Supporting limb laminitis can develop anywhere from 4 to 100 days after the initial injury, with a median onset around two weeks. It most commonly strikes a forelimb, which makes sense given that horses naturally carry about 60% of their body weight on their front legs. Any situation that forces prolonged non-weight-bearing lameness on one leg, whether from a fracture, a surgical site, or a severe foot abscess, puts the opposite limb at risk.

Recognizing the Early Signs

Founder is graded on a four-point severity scale. At the mildest level, a horse shifts weight between its front feet at rest and moves with a shortened, stiff stride at the trot. By grade two, the stiffness is obvious even at a walk, and the horse resists turning. At grade three, the horse is reluctant to walk at all and strongly resists having a foot lifted. At the most severe level, the horse refuses to move unless forced.

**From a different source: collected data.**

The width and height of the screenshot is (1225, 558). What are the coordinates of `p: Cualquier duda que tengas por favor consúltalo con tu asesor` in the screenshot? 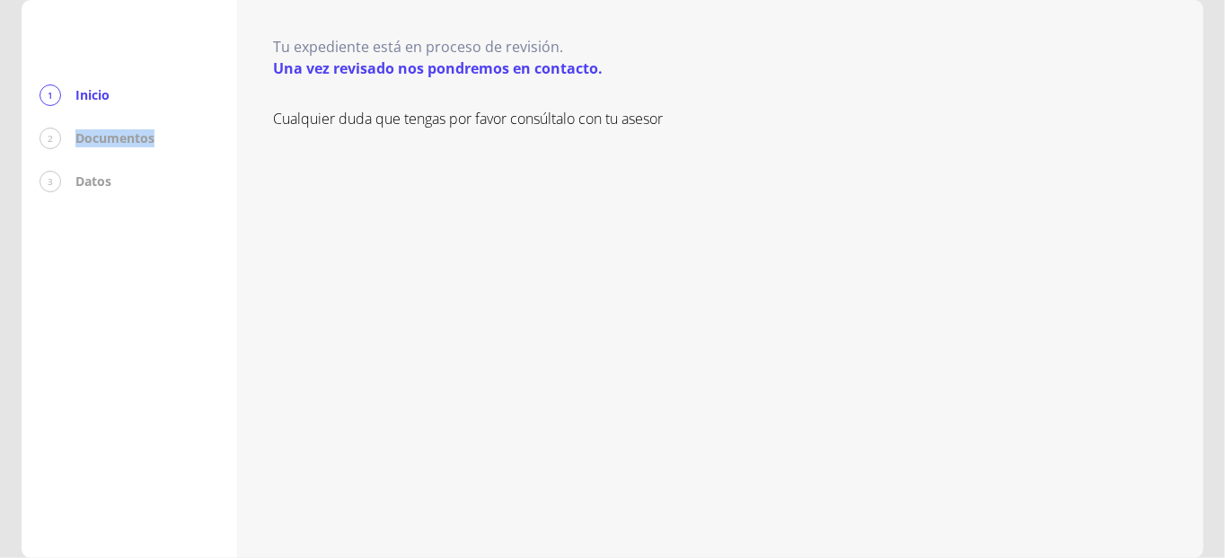 It's located at (721, 119).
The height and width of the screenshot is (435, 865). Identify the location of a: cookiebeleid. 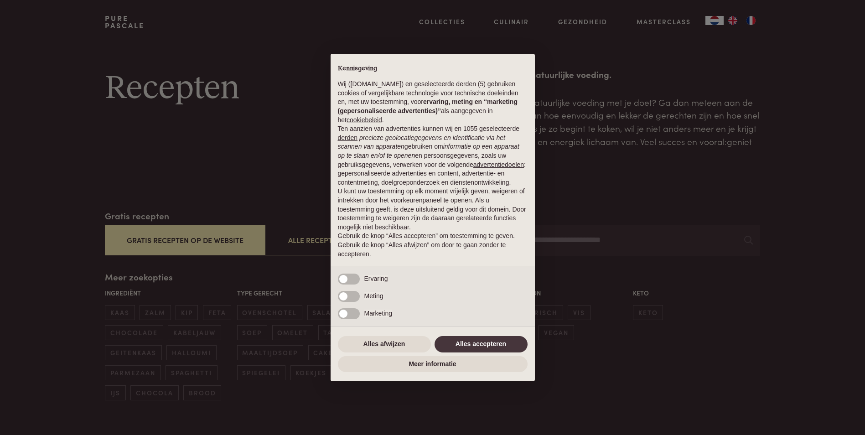
(364, 120).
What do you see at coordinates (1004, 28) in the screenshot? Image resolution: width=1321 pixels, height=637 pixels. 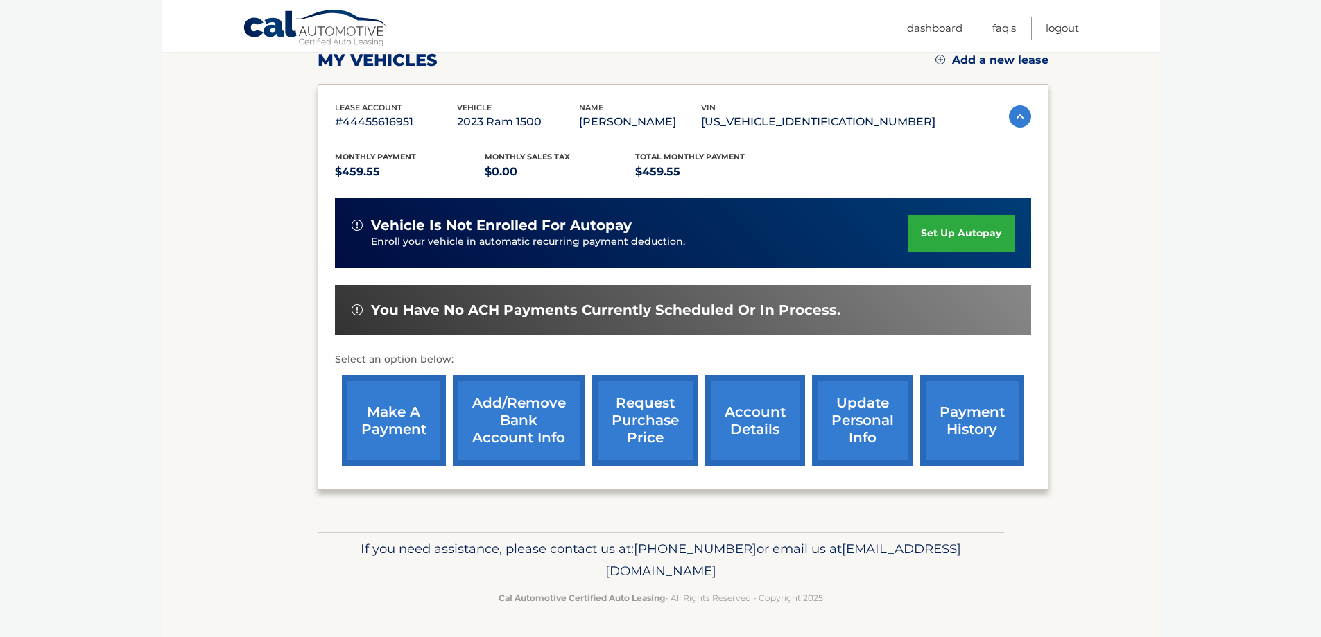 I see `a: FAQ's` at bounding box center [1004, 28].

Before those visible signs appear, there are often earlier clues. A bounding digital pulse, felt at the back of the pastern, is one of the most reliable early warnings. Hooves that feel persistently warm to the touch are another. Together with sudden multi-limb lameness, these are the defining clinical signs veterinarians use to diagnose acute laminitis. If you notice a strong digital pulse and heat in the feet, especially in a horse with known metabolic issues or one recovering from illness, the window to intervene is narrow and action matters immediately.

Why Some Horses Are Repeat Offenders

Founder often recurs because the underlying cause persists. A horse with insulin dysregulation that goes back to unrestricted pasture will likely founder again. A Cushing’s horse whose hormone levels aren’t managed remains at elevated risk. Even after the acute episode resolves, the lamellae may heal with scar tissue that’s weaker than the original bond, making the hoof more vulnerable to future episodes.

This is what separates founder from a one-time injury. For most affected horses, the event itself is a symptom of a deeper metabolic or management problem. Addressing that root cause, whether through dietary changes, weight management, hormonal treatment for Cushing’s, or careful pasture scheduling, is what determines whether the horse founders once or repeatedly over its lifetime.